Book Talk | Bench Asnfield | Born in Flames: The Business of Arson and the Remaking of the American City
Join the Institute for Public Knowledge on Wednesday, March 4 (5:30-7:00 PM) for an event with Bench Asnfield. They will discuss their book, Born in Flames: The Business of Arson and the Remaking of the American City, with Johanna Fernandez and Tom Sugrue.
Bench Ansfield is a historian of racial capitalism, the carceral state, and twentieth-century U.S. cities. They are an Assistant Professor of History at Temple University, and they hold a Ph.D. in American Studies from Yale University. Their book, Born in Flames: The Business of Arson and the Remaking of the American City (W. W. Norton), was named one of the 100 Notable Books of 2025 by the New York Times and one of the 100 Best Nonfiction Books of the Year by Kirkus. Born in Flames examines the wave of arson-for-profit that coursed through the Bronx and scores of U.S. cities in the 1970s. Their peer-edited articles have also appeared in Antipode and in the collection, Sylvia Wynter: On Being Human as Praxis (Duke 2015), edited by Katherine McKittrick. Bench worked as a researcher on the PBS-aired documentary Decade of Fire (2019), and they curated a digital exhibition with the Beinecke Rare Book & Manuscript Library. They’ve also written for the New York Review of Books, Jewish Currents, and the Washington Post’s Made by History series, along with other popular publications. They are a longtime member of the veteran transformative justice organization Philly Stands Up, and their writing on that work can be found in Mariame Kaba and Shira Hassan’s volume, Fumbling Towards Repair as well as the journal Tikkun. Their research has been supported by an ACLS Fellowship, a Mellon/ACLS Dissertation Completion Fellowship, a Jefferson Scholars National Fellowship, the Council on Library and Information Resources (CLIR), and the Social Science Research Council (SSRC).
Johanna Fernández is the author of The Young Lords: A Radical History (UNC Press, 2020), a history of the Puerto Rican counterpart of the Black Panther Party. She is an Associate Professor of History at Baruch College, where she teaches 20th-century US history and the history of social movements. Fernández’s recent research and litigation has unearthed an arsenal of primary documents now available to scholars and members of the public. She directed and co-curated ¡Presente! The Young Lords in New York, an exhibition in three NYC museums cited by the New York Times as one of the year’s “Top 10, Best In Art”.
Thomas J. Sugrue is Silver Professor of Social and Cultural Analysis and History and the founding Director of Cities Collaborative at New York University. He is the author of four books, including Sweet Land of Liberty: The Forgotten Struggle for Civil Rights in the North, and editor of five others. He has contributed to the New York Times, the Wall Street Journal, the Washington Post, the London Review of Books, The Nation, and Salon. He is a frequent commentator on modern American history, politics, civil rights, and urban policy. Sugrue has given over 450 public lectures throughout the United States and in Argentina, Canada, England, France, Germany, and Japan.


Task to complete: Determine how many lines below contain the word "organic", then state only that figure.
-- Opening Marker --
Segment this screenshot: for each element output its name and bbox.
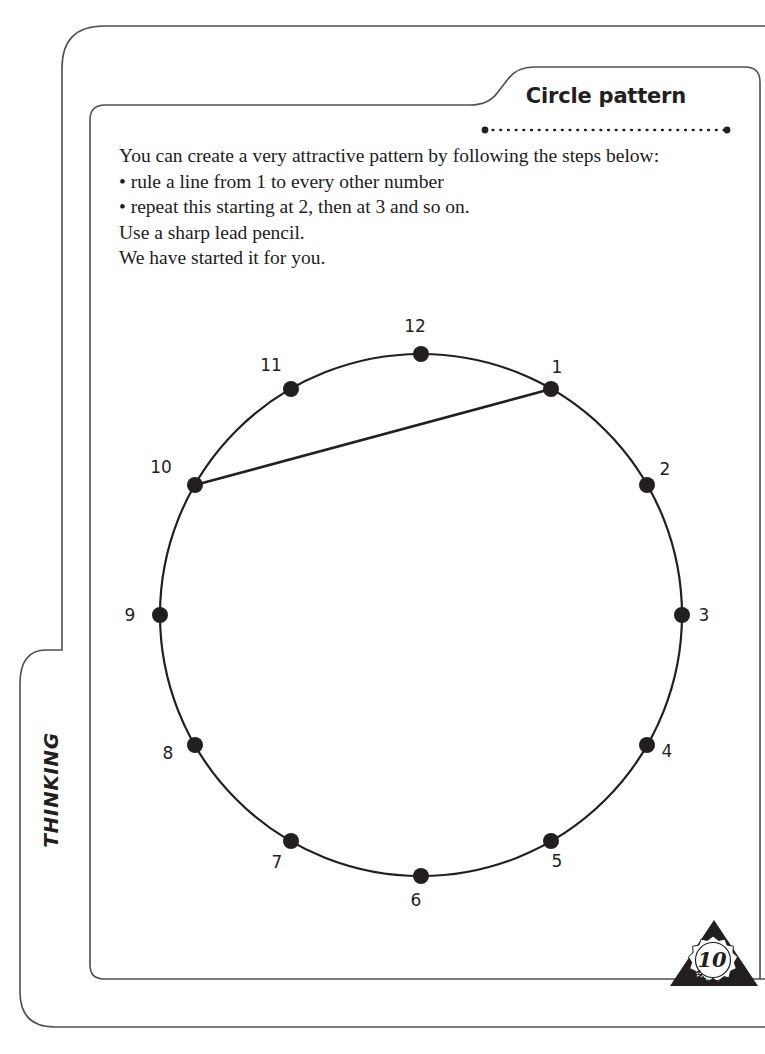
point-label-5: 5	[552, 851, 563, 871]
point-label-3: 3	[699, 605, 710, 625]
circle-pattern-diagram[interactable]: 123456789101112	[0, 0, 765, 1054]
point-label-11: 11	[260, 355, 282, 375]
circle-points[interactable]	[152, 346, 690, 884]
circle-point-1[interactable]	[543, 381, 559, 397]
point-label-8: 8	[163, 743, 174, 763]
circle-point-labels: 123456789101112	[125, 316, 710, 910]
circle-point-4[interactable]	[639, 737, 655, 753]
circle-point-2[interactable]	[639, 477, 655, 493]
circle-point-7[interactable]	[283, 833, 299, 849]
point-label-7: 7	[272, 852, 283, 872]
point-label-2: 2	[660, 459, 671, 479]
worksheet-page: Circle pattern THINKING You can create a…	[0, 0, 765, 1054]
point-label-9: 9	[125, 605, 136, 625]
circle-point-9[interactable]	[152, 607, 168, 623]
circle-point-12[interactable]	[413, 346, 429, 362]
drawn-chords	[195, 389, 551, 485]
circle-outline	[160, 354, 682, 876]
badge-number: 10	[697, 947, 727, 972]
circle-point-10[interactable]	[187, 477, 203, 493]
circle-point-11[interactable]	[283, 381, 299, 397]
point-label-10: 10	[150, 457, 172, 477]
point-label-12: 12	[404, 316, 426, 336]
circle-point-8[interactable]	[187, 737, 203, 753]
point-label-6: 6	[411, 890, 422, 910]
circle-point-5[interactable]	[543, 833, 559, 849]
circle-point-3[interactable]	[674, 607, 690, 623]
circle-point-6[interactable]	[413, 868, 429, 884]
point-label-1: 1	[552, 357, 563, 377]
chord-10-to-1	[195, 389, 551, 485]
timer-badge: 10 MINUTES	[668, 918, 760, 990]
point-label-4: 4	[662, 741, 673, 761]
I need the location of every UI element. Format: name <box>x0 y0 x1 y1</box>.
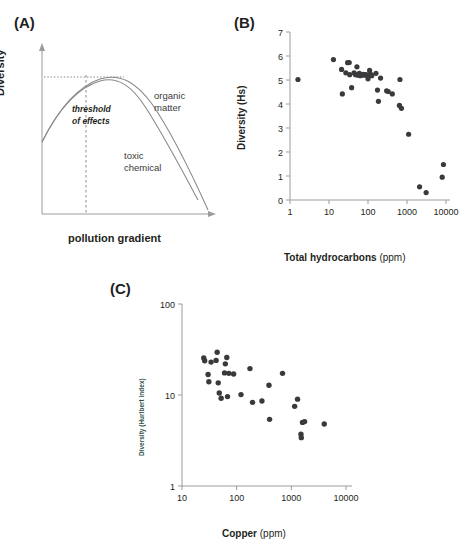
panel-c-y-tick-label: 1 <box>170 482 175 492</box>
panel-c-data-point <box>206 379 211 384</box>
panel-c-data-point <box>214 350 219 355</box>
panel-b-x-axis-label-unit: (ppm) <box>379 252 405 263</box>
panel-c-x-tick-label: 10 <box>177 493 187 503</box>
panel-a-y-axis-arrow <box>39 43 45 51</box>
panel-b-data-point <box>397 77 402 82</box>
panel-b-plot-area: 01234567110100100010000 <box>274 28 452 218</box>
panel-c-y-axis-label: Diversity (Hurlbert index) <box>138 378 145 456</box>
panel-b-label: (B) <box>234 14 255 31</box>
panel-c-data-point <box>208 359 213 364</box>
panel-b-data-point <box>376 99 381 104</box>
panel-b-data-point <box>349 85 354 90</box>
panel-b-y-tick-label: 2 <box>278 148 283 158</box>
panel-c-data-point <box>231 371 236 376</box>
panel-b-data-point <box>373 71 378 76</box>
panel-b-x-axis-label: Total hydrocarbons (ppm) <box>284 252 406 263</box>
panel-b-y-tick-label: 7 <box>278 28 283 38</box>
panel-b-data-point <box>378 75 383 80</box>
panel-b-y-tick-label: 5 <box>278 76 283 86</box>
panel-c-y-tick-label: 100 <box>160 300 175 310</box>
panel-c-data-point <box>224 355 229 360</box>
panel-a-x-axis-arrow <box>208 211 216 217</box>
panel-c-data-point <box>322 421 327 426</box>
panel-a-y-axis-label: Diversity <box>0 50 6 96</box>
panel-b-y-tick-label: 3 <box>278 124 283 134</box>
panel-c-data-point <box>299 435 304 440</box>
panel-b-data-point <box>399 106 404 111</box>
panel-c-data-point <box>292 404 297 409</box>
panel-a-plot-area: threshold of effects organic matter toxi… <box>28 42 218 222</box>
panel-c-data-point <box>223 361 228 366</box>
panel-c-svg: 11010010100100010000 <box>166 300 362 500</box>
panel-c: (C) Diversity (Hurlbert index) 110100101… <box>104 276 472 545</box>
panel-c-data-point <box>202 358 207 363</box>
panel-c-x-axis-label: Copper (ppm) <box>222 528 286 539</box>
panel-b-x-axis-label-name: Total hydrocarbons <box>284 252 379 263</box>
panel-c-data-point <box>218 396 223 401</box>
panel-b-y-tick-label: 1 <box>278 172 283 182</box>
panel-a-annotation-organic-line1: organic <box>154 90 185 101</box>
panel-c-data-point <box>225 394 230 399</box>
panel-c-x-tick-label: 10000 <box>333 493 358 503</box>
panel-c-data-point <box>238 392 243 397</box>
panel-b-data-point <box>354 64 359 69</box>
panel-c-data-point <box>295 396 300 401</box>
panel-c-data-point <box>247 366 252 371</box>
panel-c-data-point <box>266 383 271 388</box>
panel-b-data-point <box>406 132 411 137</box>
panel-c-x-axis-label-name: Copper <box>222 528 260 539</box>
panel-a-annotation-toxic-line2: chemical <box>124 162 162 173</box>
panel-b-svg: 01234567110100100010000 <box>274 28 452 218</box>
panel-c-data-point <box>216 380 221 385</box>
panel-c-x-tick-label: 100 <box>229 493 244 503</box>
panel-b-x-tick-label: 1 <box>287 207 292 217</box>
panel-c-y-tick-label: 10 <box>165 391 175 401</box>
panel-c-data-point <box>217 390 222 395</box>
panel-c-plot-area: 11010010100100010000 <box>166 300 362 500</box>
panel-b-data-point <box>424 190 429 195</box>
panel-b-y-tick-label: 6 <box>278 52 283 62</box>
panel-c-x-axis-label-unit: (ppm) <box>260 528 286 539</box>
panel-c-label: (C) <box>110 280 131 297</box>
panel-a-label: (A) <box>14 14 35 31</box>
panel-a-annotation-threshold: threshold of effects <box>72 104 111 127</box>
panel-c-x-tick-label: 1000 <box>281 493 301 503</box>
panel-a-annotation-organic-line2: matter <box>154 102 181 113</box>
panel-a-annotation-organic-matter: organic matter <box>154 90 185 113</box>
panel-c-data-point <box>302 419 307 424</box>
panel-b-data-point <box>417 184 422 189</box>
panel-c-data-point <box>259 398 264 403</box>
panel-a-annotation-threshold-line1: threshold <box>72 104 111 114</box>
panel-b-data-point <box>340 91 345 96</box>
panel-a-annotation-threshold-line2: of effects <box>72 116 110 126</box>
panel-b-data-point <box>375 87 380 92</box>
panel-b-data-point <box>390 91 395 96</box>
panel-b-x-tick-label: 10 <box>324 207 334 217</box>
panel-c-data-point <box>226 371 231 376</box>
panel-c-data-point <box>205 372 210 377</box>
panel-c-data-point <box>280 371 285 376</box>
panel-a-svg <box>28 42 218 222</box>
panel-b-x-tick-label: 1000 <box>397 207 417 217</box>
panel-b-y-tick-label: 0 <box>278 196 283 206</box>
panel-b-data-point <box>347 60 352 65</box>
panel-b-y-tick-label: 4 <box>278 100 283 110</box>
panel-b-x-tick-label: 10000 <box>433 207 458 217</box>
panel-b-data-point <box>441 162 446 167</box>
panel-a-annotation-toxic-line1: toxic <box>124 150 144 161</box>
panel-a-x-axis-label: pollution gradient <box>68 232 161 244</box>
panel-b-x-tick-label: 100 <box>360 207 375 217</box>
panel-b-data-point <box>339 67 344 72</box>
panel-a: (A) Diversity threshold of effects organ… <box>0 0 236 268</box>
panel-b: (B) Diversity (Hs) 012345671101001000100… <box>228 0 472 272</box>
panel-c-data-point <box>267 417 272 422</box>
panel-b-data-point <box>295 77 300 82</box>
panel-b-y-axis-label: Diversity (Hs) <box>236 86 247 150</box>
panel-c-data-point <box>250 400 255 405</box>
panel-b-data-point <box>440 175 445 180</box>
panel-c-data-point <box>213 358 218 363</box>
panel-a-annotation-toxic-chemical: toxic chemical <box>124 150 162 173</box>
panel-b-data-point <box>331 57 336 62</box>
-- Closing Marker --
Your response: 4